Saturday, September 16, 2017

Pittsburgh International Airport (KPIT) $1.1B overhaul: Prematurely cleared for takeoff

More than $900 million was borrowed to build the current Pittsburgh International Airport, which opened 25 years ago, to US Airways' hub specifications. That turned out to be a profound mistake when US Airways' declining fortunes led it to close its Pittsburgh hub in 2004, taking 500 daily flights and 10,000 jobs with it and leaving much of the airport unused.

Now, the Allegheny County Airport Authority insists on spending $1.1 billion on a massive overhaul that includes building a new landside terminal, renovating the existing airside terminal, eliminating the existing terminals' connecting tram, redeveloping or demolishing (for about $20 million) the existing landside terminal, and replacing the baggage-handling systems.

After a quarter-century, the airport no doubt needs work. The authority wants to eliminate the growing maintenance costs and headaches of the tram and existing baggage systems, and to “align the facility with the needs of a modern passenger experience.” But is a $1.1 billion overhaul really necessary for an airport ranked this summer by readers of Travel + Leisure magazine as the nation's sixth best?

“The plan does not include the local use of tax dollars,” the authority says, referring to revenue collected by the county and its municipalities — phrasing that leaves ample room for state and federal tax dollars. Actually, bonds are to pay most of the cost — still more borrowing, despite 25 percent of the current airport's construction debt remaining to repay as of next year.

Curiously, a breakdown showing bonds paying for 51 percent of the cost — $550 million-plus in new borrowing — disappeared from the project's website the day it was announced. Still, authority CEO Christina Cassotis maintains “the airlines are paying for this” — and uses that to justify the utter lack of public input before the authority voted for the project.

Indeed, one especially troubling aspect is this plan's presentation to the public as pretty much a done deal, albeit one sketchy on details — and by an unelected authority board with no direct voter or taxpayer accountability. The authority claims three years' work with airlines on the plan. But it was announced shortly after Amazon made known its search for a second headquarters city, to which Ms. Cassotis alluded. Taxpayers thus should question whether this project is more about an “artificial sweetener” for Amazon now than it is about air travelers' actual future needs.

All this is more than enough to give pause. Yet the authority's charging ahead, intending groundbreaking in 2019 and completion in 2023. And though it claims the budget “includes price escalations and contingencies,” it's rare that any project of such scope finishes on time and on budget. Thus, that $1.1 billion is just an initial estimate, one sure to rise.

Given Pittsburgh International's importance for Western Pennsylvania's economy and quality of life, rushing a new overhaul poses too great a risk of botching this one as badly as the last one. The airport's future should be thoroughly debated, in public and by the public, before any new overhaul goes forward.

To do otherwise prematurely clears this $1.1 billion plan for takeoff.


● **What is needed**: Drop every image and restate the entries below word for word.
++++ Records to process
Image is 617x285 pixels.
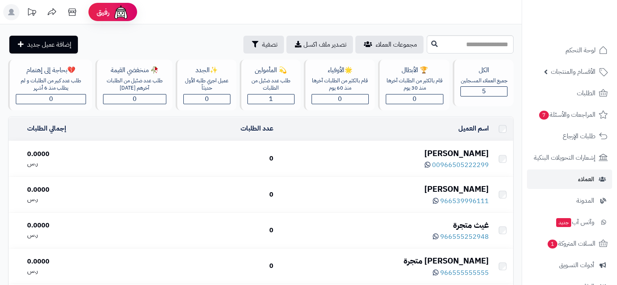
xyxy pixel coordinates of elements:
div: 💔بحاجة إلى إهتمام [16,66,86,75]
span: أدوات التسويق [559,260,594,271]
a: 💫 المأمولينطلب عدد ضئيل من الطلبات1 [238,60,302,110]
span: السلات المتروكة [547,238,596,250]
div: [PERSON_NAME] [280,148,489,159]
div: 0.0000 [27,185,127,195]
div: 0 [134,190,273,200]
div: 0.0000 [27,257,127,267]
span: العملاء [578,174,594,185]
div: 🥀 منخفضي القيمة [103,66,166,75]
div: طلب عدد ضئيل من الطلبات [247,77,295,92]
span: طلبات الإرجاع [563,131,596,142]
a: 🏆 الأبطالقام بالكثير من الطلبات آخرها منذ 30 يوم0 [377,60,451,110]
div: ر.س [27,267,127,276]
div: 0 [134,226,273,235]
div: عميل اجري طلبه الأول حديثاّ [183,77,230,92]
a: تصدير ملف اكسل [286,36,353,54]
div: [PERSON_NAME] متجرة [280,255,489,267]
a: 🥀 منخفضي القيمةطلب عدد ضئيل من الطلبات آخرهم [DATE]0 [94,60,174,110]
a: المراجعات والأسئلة7 [527,105,612,125]
span: تصدير ملف اكسل [303,40,346,49]
div: ر.س [27,159,127,168]
a: عدد الطلبات [241,124,273,133]
span: الطلبات [577,88,596,99]
span: 0 [338,94,342,104]
div: 0.0000 [27,221,127,230]
a: اسم العميل [458,124,489,133]
span: 0 [49,94,53,104]
div: طلب عدد كبير من الطلبات و لم يطلب منذ 6 أشهر [16,77,86,92]
span: 7 [539,111,549,120]
span: 966555555555 [440,268,489,278]
div: غيث متجرة [280,220,489,231]
div: ✨الجدد [183,66,230,75]
span: الأقسام والمنتجات [551,66,596,77]
span: 1 [269,94,273,104]
span: تصفية [262,40,278,49]
span: 0 [133,94,137,104]
div: 0 [134,154,273,164]
span: 5 [482,86,486,96]
span: إشعارات التحويلات البنكية [534,152,596,164]
div: قام بالكثير من الطلبات آخرها منذ 30 يوم [386,77,443,92]
div: 💫 المأمولين [247,66,295,75]
div: 🌟الأوفياء [312,66,369,75]
a: الكلجميع العملاء المسجلين5 [451,60,515,110]
span: 1 [548,240,557,249]
span: 966539996111 [440,196,489,206]
div: جميع العملاء المسجلين [461,77,508,85]
a: المدونة [527,191,612,211]
a: أدوات التسويق [527,256,612,275]
span: المراجعات والأسئلة [538,109,596,121]
div: الكل [461,66,508,75]
a: 🌟الأوفياءقام بالكثير من الطلبات آخرها منذ 60 يوم0 [302,60,377,110]
div: [PERSON_NAME] [280,183,489,195]
a: السلات المتروكة1 [527,234,612,254]
a: طلبات الإرجاع [527,127,612,146]
a: لوحة التحكم [527,41,612,60]
span: جديد [556,218,571,227]
a: إجمالي الطلبات [27,124,66,133]
span: لوحة التحكم [566,45,596,56]
a: إضافة عميل جديد [9,36,78,54]
a: العملاء [527,170,612,189]
div: ر.س [27,195,127,204]
a: 966539996111 [433,196,489,206]
a: إشعارات التحويلات البنكية [527,148,612,168]
a: 966555252948 [433,232,489,242]
a: 00966505222299 [425,160,489,170]
a: وآتس آبجديد [527,213,612,232]
a: ✨الجددعميل اجري طلبه الأول حديثاّ0 [174,60,238,110]
div: 0 [134,262,273,271]
div: 🏆 الأبطال [386,66,443,75]
button: تصفية [243,36,284,54]
span: مجموعات العملاء [376,40,417,49]
a: مجموعات العملاء [355,36,424,54]
span: 0 [413,94,417,104]
span: 00966505222299 [432,160,489,170]
span: المدونة [577,195,594,207]
div: ر.س [27,230,127,240]
div: 0.0000 [27,150,127,159]
a: تحديثات المنصة [22,4,42,22]
div: قام بالكثير من الطلبات آخرها منذ 60 يوم [312,77,369,92]
span: 0 [205,94,209,104]
span: 966555252948 [440,232,489,242]
span: إضافة عميل جديد [27,40,71,49]
div: طلب عدد ضئيل من الطلبات آخرهم [DATE] [103,77,166,92]
img: ai-face.png [113,4,129,20]
span: وآتس آب [555,217,594,228]
a: 💔بحاجة إلى إهتمامطلب عدد كبير من الطلبات و لم يطلب منذ 6 أشهر0 [6,60,94,110]
a: الطلبات [527,84,612,103]
a: 966555555555 [433,268,489,278]
span: رفيق [97,7,110,17]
++++++++
● **Answer section**:
Image is 617x285 pixels.
xyxy pixel coordinates of elements:
div: 💔بحاجة إلى إهتمام [16,66,86,75]
span: أدوات التسويق [559,260,594,271]
a: 💫 المأمولينطلب عدد ضئيل من الطلبات1 [238,60,302,110]
span: السلات المتروكة [547,238,596,250]
div: [PERSON_NAME] [280,148,489,159]
div: 0.0000 [27,185,127,195]
div: 0 [134,190,273,200]
div: 0.0000 [27,257,127,267]
span: العملاء [578,174,594,185]
div: 🥀 منخفضي القيمة [103,66,166,75]
div: طلب عدد ضئيل من الطلبات [247,77,295,92]
span: طلبات الإرجاع [563,131,596,142]
a: 🏆 الأبطالقام بالكثير من الطلبات آخرها منذ 30 يوم0 [377,60,451,110]
div: ر.س [27,267,127,276]
div: 0 [134,226,273,235]
div: عميل اجري طلبه الأول حديثاّ [183,77,230,92]
a: تصدير ملف اكسل [286,36,353,54]
div: [PERSON_NAME] متجرة [280,255,489,267]
a: 🥀 منخفضي القيمةطلب عدد ضئيل من الطلبات آخرهم [DATE]0 [94,60,174,110]
a: المراجعات والأسئلة7 [527,105,612,125]
span: تصدير ملف اكسل [303,40,346,49]
div: ر.س [27,159,127,168]
a: عدد الطلبات [241,124,273,133]
span: الطلبات [577,88,596,99]
span: 0 [338,94,342,104]
div: 0.0000 [27,221,127,230]
a: اسم العميل [458,124,489,133]
span: 0 [49,94,53,104]
div: طلب عدد كبير من الطلبات و لم يطلب منذ 6 أشهر [16,77,86,92]
span: 7 [539,111,549,120]
span: 966555555555 [440,268,489,278]
div: غيث متجرة [280,220,489,231]
div: ✨الجدد [183,66,230,75]
span: الأقسام والمنتجات [551,66,596,77]
span: 1 [269,94,273,104]
span: تصفية [262,40,278,49]
span: 0 [133,94,137,104]
div: 0 [134,154,273,164]
span: 5 [482,86,486,96]
span: إشعارات التحويلات البنكية [534,152,596,164]
div: قام بالكثير من الطلبات آخرها منذ 30 يوم [386,77,443,92]
div: 💫 المأمولين [247,66,295,75]
div: 🌟الأوفياء [312,66,369,75]
a: الكلجميع العملاء المسجلين5 [451,60,515,110]
span: 1 [548,240,557,249]
span: 966539996111 [440,196,489,206]
div: جميع العملاء المسجلين [461,77,508,85]
a: المدونة [527,191,612,211]
a: أدوات التسويق [527,256,612,275]
span: المراجعات والأسئلة [538,109,596,121]
div: الكل [461,66,508,75]
a: 🌟الأوفياءقام بالكثير من الطلبات آخرها منذ 60 يوم0 [302,60,377,110]
div: [PERSON_NAME] [280,183,489,195]
a: السلات المتروكة1 [527,234,612,254]
a: طلبات الإرجاع [527,127,612,146]
a: لوحة التحكم [527,41,612,60]
span: جديد [556,218,571,227]
a: إجمالي الطلبات [27,124,66,133]
span: لوحة التحكم [566,45,596,56]
a: إضافة عميل جديد [9,36,78,54]
a: العملاء [527,170,612,189]
div: ر.س [27,195,127,204]
a: 966539996111 [433,196,489,206]
a: إشعارات التحويلات البنكية [527,148,612,168]
a: 966555252948 [433,232,489,242]
a: 00966505222299 [425,160,489,170]
a: وآتس آبجديد [527,213,612,232]
a: ✨الجددعميل اجري طلبه الأول حديثاّ0 [174,60,238,110]
div: 0 [134,262,273,271]
div: 🏆 الأبطال [386,66,443,75]
button: تصفية [243,36,284,54]
span: مجموعات العملاء [376,40,417,49]
a: مجموعات العملاء [355,36,424,54]
span: 0 [413,94,417,104]
span: 00966505222299 [432,160,489,170]
span: المدونة [577,195,594,207]
div: ر.س [27,230,127,240]
div: 0.0000 [27,150,127,159]
a: تحديثات المنصة [22,4,42,22]
div: قام بالكثير من الطلبات آخرها منذ 60 يوم [312,77,369,92]
span: 0 [205,94,209,104]
span: 966555252948 [440,232,489,242]
span: إضافة عميل جديد [27,40,71,49]
div: طلب عدد ضئيل من الطلبات آخرهم [DATE] [103,77,166,92]
img: ai-face.png [113,4,129,20]
span: وآتس آب [555,217,594,228]
a: 💔بحاجة إلى إهتمامطلب عدد كبير من الطلبات و لم يطلب منذ 6 أشهر0 [6,60,94,110]
a: الطلبات [527,84,612,103]
a: 966555555555 [433,268,489,278]
span: رفيق [97,7,110,17]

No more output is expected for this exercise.